Our Zooms are unmuted, our mics are open, and our hearts and bodyminds are receptive. We give the floor online and in person to you…
Each of these films addresses place, landscape or location and the personal reaction to their magical or concrete properties. Watch out for Kren’s structural, throbbing investigation of a forest and Baillie’s intimate and humble essay on a blind guitarist and the relationship between songs of Mexican revolutionaries and the people and places they looked to inspire.
Nina’s going to talk about November, by Hito Steyerl: what and how the film thinks, or about what and how it might makes us think (which is connected, but not the same thing), by watching, and it discussing (with you?).
A workshop for educators, activists and young people to think about radical, anti-imperialist pedagogy, and what fighting for the Palestinian cause looks like for young people in the imperial core. PDF of the resource available soon.
A bodiless treatise on narration, bored speakers, audience misbehaviour and police megaphones, but: is anybody listening?
We asked Christoph to come and give a sort of informal talk, raising some of his ideas about sound and image, and playing/ showing a few examples.
A collaborative performance where sound and image are created, performed and mediated by light, water and glass.
A collaborative social justice project that uses art, activism and awareness to combat the systemic oppression facing young, trans, queer & gender nonconforming people of colour.

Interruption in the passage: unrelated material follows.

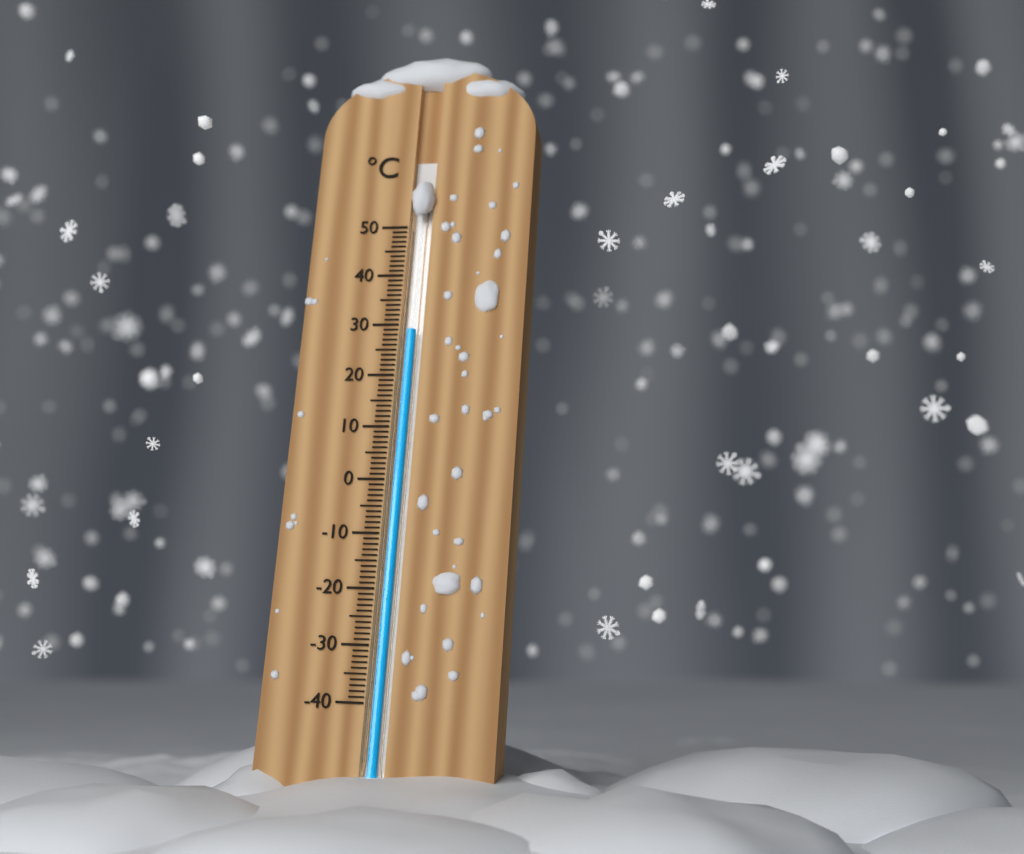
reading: 29 °C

A crash-course in pre-figurative, radical, queer, anti-racist, anti-police, anti-prison, anti-deportation abolitionist politics and trans-resistance.
What does it mean to listen with the mind as well as the ears? A solo performance from the great avant-garde pianist.
A performed filmic conversation on queer and black world making.
Thinking against the monoculturalism of Western thought—of faith, affection, sexuality and gender—which completely lacks any utility to, or descriptive value of Indigenous worldviews.